Which song was Manson “innovating” to? He doesn’t say, but if he stayed for the whole set, he likely danced to “Viola Lee Blues,” a staple of their live shows of the time.

Charles Manson, ‘Cease to Exist’

After busking in San Francisco during the Summer of Love and settling in Los Angeles at the end of the season, Manson hit up a music business contact he’d gotten from a former prison inmate. Soon Manson was recording demos around Hollywood across the fall of 1967 and into ’68. The recordings didn’t see release until after he and his followers were arrested.

“Cease to Exist” is a love song about submission written as only a narcissist could, from the 1970 album “Lie: The Love and Terror Cult.” Manson traded the rights to the song to Dennis Wilson for a motorcycle and some cash. The Beach Boys recorded a renamed version of it in 1968.

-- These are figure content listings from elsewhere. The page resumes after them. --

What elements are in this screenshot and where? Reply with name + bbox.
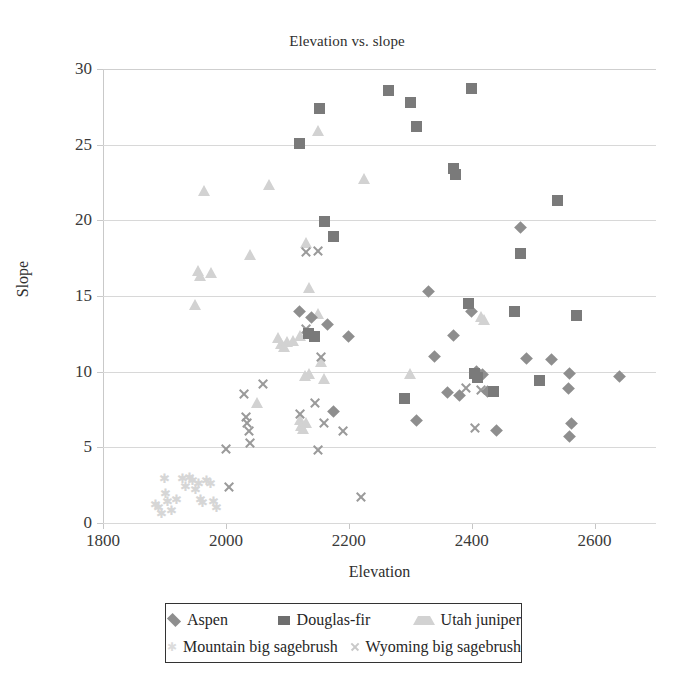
gridline xyxy=(103,69,656,70)
x-tick-label: 2200 xyxy=(304,531,394,551)
data-point xyxy=(450,169,461,180)
data-point xyxy=(342,330,355,343)
data-point xyxy=(564,367,577,380)
data-point xyxy=(318,373,330,384)
data-point xyxy=(294,138,305,149)
data-point xyxy=(564,430,577,443)
data-point xyxy=(463,298,474,309)
data-point xyxy=(545,353,558,366)
legend: Aspen Douglas-fir Utah juniper ✱ Mountai… xyxy=(165,603,522,663)
data-point xyxy=(515,248,526,259)
data-point xyxy=(321,318,334,331)
legend-entry-douglas-fir[interactable]: Douglas-fir xyxy=(277,611,371,629)
data-point xyxy=(205,267,217,278)
cross-icon xyxy=(349,641,361,653)
data-point xyxy=(244,249,256,260)
y-tick-label: 25 xyxy=(32,135,92,155)
data-point xyxy=(466,83,477,94)
y-tick-label: 30 xyxy=(32,59,92,79)
data-point: ✱ xyxy=(183,472,195,484)
data-point xyxy=(521,352,534,365)
data-point xyxy=(223,481,235,493)
data-point xyxy=(244,437,256,449)
data-point xyxy=(562,382,575,395)
legend-label: Douglas-fir xyxy=(297,611,371,629)
data-point: ✱ xyxy=(205,478,217,490)
data-point: ✱ xyxy=(158,473,170,485)
data-point xyxy=(293,305,306,318)
legend-row-secondary: ✱ Mountain big sagebrush Wyoming big sag… xyxy=(166,633,521,661)
y-axis-title: Slope xyxy=(14,209,32,349)
data-point xyxy=(327,405,340,418)
y-tick-label: 20 xyxy=(32,210,92,230)
diamond-icon xyxy=(167,613,181,627)
x-tick-label: 2400 xyxy=(427,531,517,551)
data-point xyxy=(243,425,255,437)
data-point xyxy=(383,85,394,96)
chart-title: Elevation vs. slope xyxy=(103,33,591,50)
data-point xyxy=(571,310,582,321)
data-point xyxy=(257,378,269,390)
data-point xyxy=(552,195,563,206)
data-point xyxy=(318,417,330,429)
data-point xyxy=(355,491,367,503)
plot-area: ✱✱✱✱✱✱✱✱✱✱✱✱✱✱✱✱✱✱✱✱ xyxy=(103,69,656,523)
legend-label: Wyoming big sagebrush xyxy=(366,638,521,656)
data-point xyxy=(337,425,349,437)
data-point xyxy=(478,314,490,325)
legend-row-primary: Aspen Douglas-fir Utah juniper xyxy=(166,606,521,634)
data-point xyxy=(309,331,320,342)
legend-entry-utah-juniper[interactable]: Utah juniper xyxy=(412,611,521,629)
data-point: ✱ xyxy=(211,502,223,514)
data-point xyxy=(294,408,306,420)
data-point xyxy=(514,222,527,235)
legend-label: Utah juniper xyxy=(441,611,521,629)
x-tick-label: 2000 xyxy=(181,531,271,551)
data-point xyxy=(312,125,324,136)
data-point xyxy=(299,370,311,381)
data-point xyxy=(309,397,321,409)
legend-label: Aspen xyxy=(187,611,228,629)
y-tick-label: 15 xyxy=(32,286,92,306)
data-point xyxy=(428,350,441,363)
data-point: ✱ xyxy=(160,488,172,500)
gridline xyxy=(103,145,656,146)
gridline xyxy=(103,296,656,297)
y-axis-tick-labels: 051015202530 xyxy=(28,0,92,694)
data-point xyxy=(312,444,324,456)
data-point xyxy=(410,414,423,427)
data-point xyxy=(488,386,499,397)
data-point xyxy=(314,103,325,114)
data-point xyxy=(469,422,481,434)
data-point xyxy=(534,375,545,386)
gridline xyxy=(103,523,656,524)
triangle-icon xyxy=(413,616,435,625)
gridline xyxy=(103,447,656,448)
legend-entry-aspen[interactable]: Aspen xyxy=(166,611,228,629)
data-point xyxy=(472,372,483,383)
star-icon: ✱ xyxy=(166,641,178,653)
legend-entry-mountain-big-sagebrush[interactable]: ✱ Mountain big sagebrush xyxy=(166,638,338,656)
data-point xyxy=(441,386,454,399)
data-point xyxy=(300,246,312,258)
data-point xyxy=(189,299,201,310)
legend-entry-wyoming-big-sagebrush[interactable]: Wyoming big sagebrush xyxy=(349,638,521,656)
x-tick-label: 2600 xyxy=(550,531,640,551)
data-point xyxy=(198,185,210,196)
y-tick-label: 10 xyxy=(32,362,92,382)
legend-label: Mountain big sagebrush xyxy=(183,638,338,656)
data-point xyxy=(399,393,410,404)
data-point: ✱ xyxy=(166,505,178,517)
data-point xyxy=(238,388,250,400)
data-point xyxy=(404,368,416,379)
x-tick-label: 1800 xyxy=(58,531,148,551)
y-tick-label: 5 xyxy=(32,437,92,457)
data-point xyxy=(447,329,460,342)
data-point xyxy=(312,245,324,257)
data-point xyxy=(328,231,339,242)
data-point xyxy=(358,173,370,184)
data-point xyxy=(411,121,422,132)
data-point xyxy=(565,417,578,430)
data-point xyxy=(251,397,263,408)
square-icon xyxy=(278,616,290,625)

Though the best known of his musical work, “Lie” is hardly Manson’s only album. After his conviction, the killer issued a number of jailhouse recordings, many released in limited editions. In the mid-1980s, former Black Flag singer Henry Rollins produced an entire album in collaborat­ion with Manson, but the record was shelved.

Beatles, ‘Piggies’ and ‘Helter Skelter’

When it was released in 1968, the Beatles’ wild two-LP “White Album” stumped a lot of people. Not Manson, though. On the contrary, its meaning was crystal-clear: The Beatles were communicat­ing to him and laying out the blueprint for his violent initiative.

He called the pending actions “Helter Skelter” after the Beatles song and had his minions write the phrase in blood at a crime scene. Ditto the George Harrison-penned “Piggies.” At the location of music teacher Gary Hinman’s death, the murderer painted “political piggy” in blood on a wall, according to the book “The Family,” in an apparent reference to the Beatles song.

Dennis Wilson, ‘Album Tag Song’

One day in the spring of 1968, Dennis Wilson picked up two women hitchhikin­g on Sunset Boulevard. That was his first mistake. Patricia Krenwinkel and Ella Bailey were members of the Manson family. Soon they were partying at Wilson’s house on Sunset in Pacific Palisades.

Mistake No. 2 occurred after Wilson left the two at his house while he went to a studio session. Upon return, nearly two dozen Manson family members, mostly women, greeted him. Manson was there too. He and the family would end up leeching off the Beach Boy for many months, costing Wilson thousands of dollars and irreparabl­y damaging his reputation.

Beach Boys, ‘Never Learn

Not to Love (Cease to Exist)’

Manson’s biggest run at success came when the Beach Boys released “Bluebirds Over the Mountain” as a 45 rpm single. For the B side, the band recorded (and renamed) Manson’s “Cease to Exist.” The cult leader had managed to get the once familyfrie­ndly surf group to sing the lyrics “cease to resist” and “submission is a gift, give it to your lover.” The Beach Boys’ label, Brother Records, nearly signed Manson to a recording contract — but Brian Wilson vetoed the deal.

N.W.A, ‘Straight Outta Compton’

Founding N.W.A member Ice Cube was born the summer of the Manson family killings. By the time he was a teen, the crimes had seeped into the city’s subconscio­us. The title track to the Compton quartet’s 1988 album opens with Ice Cube describing himself as “a crazy …” who would have liked nothing more than to kill his enemies and “mix them and cook them in a pot like gumbo.” One measure of his danger? “A crime record like Charles Manson.”

Across the decades, dozens of lyricists have used Manson as a metaphor for menace. Eminem describes himself as “part Manson, part Hannibal, part mechanical shark” in a freestyle verse, one of a number of Eminem’s uses of the cult leader’s character. On “Trap House,” Lil Wayne boasts of having people “that’ll kill for me — Charles Manson.” Last year the rapper YoungBoy Never Broke Again opened the first verse of his track “Diamond Teeth Samurai” by depicting “(a) whole lotta killing, Helter Skelter like I’m Charles Manson.”

 ?? GEORGE BRICH/AP 1970 ?? Cult leader Charles Manson headed to California an aspiring musician, recording demos and making connection­s with the likes of the Beach Boys’ Dennis and Brian Wilson.
GEORGE BRICH/AP 1970 Cult leader Charles Manson headed to California an aspiring musician, recording demos and making connection­s with the likes of the Beach Boys’ Dennis and Brian Wilson.